Pakistan halts NATO supplies after border attack
(Reuters) - Pakistani authorities blocked a vital supply route for NATO troops fighting in Afghanistan on Thursday after the killing of three soldiers in two NATO cross-border incursions, officials said.
Trucks and fuel tankers for foreign forces in Afghanistan were stopped at the Torkham border post in the Khyber tribal region near the city of Peshawar, hours after the raid.
"Yes, the NATO supplies have been stopped. It has been done locally," a senior security official told Reuters on condition of anonymity.
Aircraft from the NATO-led International Security Assistance Force (ISAF) initially crossed the border in the Kurram region briefly while targeting suspected insurgents who were firing on a coalition base from a position inside Afghanistan, an ISAF statement said.
They were then fired on by people in Pakistan, and crossed the border again to target that group.
"Operating in self-defense, the ISAF aircraft entered into Pakistani airspace, killing several armed individuals," the statement said.
The statement did not say if ISAF thought those killed were border guards, and when asked for clarification, an ISAF spokeswoman said both sides were still investigating the incident.
"This is the third incident of its kind during the past week," the Pakistani military said in a statement. Three soldiers were wounded, it said.
Pentagon spokesman Colonel David Lapan declined to elaborate on the details of the incident, but noted that a Pakistani statement said "their forces used rifle fire at the helicopters as a warning."
"You fire at helicopter in a combat zone, they usually take that as hostile and return fire," he said.
CRUCIAL ALLY
Pakistan is a crucial ally for the United States in its efforts to stabilize Afghanistan, but analysts say border incursions and disruptions in NATO supplies underline growing tensions in the relationship.
The United States has already stepped up missile strikes by its pilotless drone aircraft on militant targets inside Pakistan.
The bulk of non-lethal military supplies for NATO troops in Afghanistan moves through Pakistan.
Lapan said the Torkham border crossing closure had had "no immediate impact" on NATO resupply, but its possible effect would depend on how long it remained shut.
He noted that NATO has a variety of supply routes into Afghanistan, including others in Pakistan that remained open.
"We are in discussions with the Pakistani government and hope that we can resolve the issue," Lapan said.
"PROFOUND CONCERN"
The border row occurred as CIA chief Leon Panetta began a previously scheduled visit to Pakistan for talks with top military and political figures.
Panetta met President Asif Ali Zardari, Prime Minister Yusuf Raza Gilani, army chief General Ashfaq Kayani and the head of the powerful Inter-Services Intelligence (ISI) agency, Lieutenant-General Ahmed Shuja Pasha.
Gilani expressed "profound concern" over increasing drone strikes and violations of Pakistan's airspace by NATO forces, he said in a statement.
Citing reports by Western security officials about foiling a militant plot to stage coordinated attacks in Europe, Gilani pledged Pakistan's help to thwart such plans if given "credible information in advance."
Panetta welcomed Pakistan's help in the fight against militants and said the U.S. government would look into its ally's complaints about border violations.
A senior intelligence official said border incursions into Pakistan were a "red line" and could lead to a "total snapping of relations."
Neither country could afford that, the official said, so it would be a disaster if further incursions took place.
"But we'll live with that or we'll die with that," he said. "We're in a state of war. We've lost more than 30,000 people since 2001. What more can we lose? Another 100,000? These incursions are not something we can tolerate."
Pakistan has said it would consider "response options" if NATO forces continued to violate its sovereignty.
Washington has stepped up missile strikes by unmanned drone planes in Pakistan's northwest, carrying out 21 in September, the highest for a month since it began such attacks in 2008.
Also Thursday, a video purporting to show Pakistani troops in the northwestern Swat region summarily executing a group of bound and blindfolded young men appeared on the Internet.
The military is investigating, the intelligence official said, although he believed it was likely a forgery by the Pakistani Taliban, distributed as propaganda.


◆ **AIM OF THE EXERCISE**
List each line of the data in which the string "Deciding" appears.

__________

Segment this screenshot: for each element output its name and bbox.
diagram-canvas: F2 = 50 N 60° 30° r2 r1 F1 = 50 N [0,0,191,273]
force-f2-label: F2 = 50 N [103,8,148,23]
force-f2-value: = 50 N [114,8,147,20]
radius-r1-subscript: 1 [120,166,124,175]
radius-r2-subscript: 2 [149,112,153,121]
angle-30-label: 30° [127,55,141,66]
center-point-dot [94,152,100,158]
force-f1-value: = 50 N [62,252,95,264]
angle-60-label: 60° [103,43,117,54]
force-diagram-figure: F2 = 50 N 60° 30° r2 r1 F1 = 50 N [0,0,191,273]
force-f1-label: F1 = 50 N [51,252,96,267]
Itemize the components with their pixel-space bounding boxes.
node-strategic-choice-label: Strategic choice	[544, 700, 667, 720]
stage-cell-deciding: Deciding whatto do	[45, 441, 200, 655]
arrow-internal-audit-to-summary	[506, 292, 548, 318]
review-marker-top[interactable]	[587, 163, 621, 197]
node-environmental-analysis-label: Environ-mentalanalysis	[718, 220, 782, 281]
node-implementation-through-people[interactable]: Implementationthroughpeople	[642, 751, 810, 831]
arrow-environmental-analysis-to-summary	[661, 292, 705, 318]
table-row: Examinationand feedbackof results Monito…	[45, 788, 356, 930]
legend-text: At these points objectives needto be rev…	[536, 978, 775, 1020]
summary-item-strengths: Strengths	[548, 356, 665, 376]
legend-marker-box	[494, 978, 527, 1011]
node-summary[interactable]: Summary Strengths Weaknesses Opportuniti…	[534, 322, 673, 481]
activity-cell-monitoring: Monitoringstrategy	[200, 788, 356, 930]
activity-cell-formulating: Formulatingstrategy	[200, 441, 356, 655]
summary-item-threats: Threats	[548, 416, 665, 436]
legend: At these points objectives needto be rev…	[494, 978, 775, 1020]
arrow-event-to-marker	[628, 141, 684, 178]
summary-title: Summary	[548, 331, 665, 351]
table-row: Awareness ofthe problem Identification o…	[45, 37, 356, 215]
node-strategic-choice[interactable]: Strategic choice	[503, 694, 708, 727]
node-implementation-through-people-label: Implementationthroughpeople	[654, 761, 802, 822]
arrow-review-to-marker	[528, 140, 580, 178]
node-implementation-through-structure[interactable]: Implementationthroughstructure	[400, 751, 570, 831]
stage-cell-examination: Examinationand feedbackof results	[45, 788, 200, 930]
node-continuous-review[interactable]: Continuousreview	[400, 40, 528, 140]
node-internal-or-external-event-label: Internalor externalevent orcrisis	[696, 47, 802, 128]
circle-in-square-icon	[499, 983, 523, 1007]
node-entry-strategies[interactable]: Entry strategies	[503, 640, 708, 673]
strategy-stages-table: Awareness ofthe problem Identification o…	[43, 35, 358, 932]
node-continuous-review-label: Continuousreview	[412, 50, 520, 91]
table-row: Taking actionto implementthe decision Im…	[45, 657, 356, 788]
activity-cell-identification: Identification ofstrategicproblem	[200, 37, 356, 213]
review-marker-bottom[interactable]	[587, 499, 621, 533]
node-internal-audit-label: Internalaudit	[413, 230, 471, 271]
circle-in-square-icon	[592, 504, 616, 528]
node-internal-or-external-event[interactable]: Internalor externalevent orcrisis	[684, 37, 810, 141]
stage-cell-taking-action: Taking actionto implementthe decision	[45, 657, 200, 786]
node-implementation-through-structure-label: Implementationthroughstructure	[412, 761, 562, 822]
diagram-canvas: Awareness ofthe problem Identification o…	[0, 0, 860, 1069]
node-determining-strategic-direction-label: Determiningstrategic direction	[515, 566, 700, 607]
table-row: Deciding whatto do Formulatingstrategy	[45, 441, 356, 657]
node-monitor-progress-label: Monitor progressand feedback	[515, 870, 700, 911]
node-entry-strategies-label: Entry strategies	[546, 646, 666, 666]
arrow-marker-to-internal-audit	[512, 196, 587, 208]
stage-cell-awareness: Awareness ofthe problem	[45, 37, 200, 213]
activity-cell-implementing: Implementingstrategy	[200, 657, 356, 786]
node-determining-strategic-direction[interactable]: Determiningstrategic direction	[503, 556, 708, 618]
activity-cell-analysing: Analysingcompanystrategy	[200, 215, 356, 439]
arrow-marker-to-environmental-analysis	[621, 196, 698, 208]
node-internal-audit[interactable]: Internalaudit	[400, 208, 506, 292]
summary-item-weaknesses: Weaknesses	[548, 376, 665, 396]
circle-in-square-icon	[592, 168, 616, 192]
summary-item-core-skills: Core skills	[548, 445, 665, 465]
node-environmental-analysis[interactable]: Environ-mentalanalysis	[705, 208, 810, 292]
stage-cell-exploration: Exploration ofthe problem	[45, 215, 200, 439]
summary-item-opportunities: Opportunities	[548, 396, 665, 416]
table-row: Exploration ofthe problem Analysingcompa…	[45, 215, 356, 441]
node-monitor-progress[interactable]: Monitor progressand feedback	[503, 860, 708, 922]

__________

◆ **FINAL ANSWER**
stage-cell-deciding: Deciding whatto do	[45, 441, 200, 655]
table-row: Deciding whatto do Formulatingstrategy	[45, 441, 356, 657]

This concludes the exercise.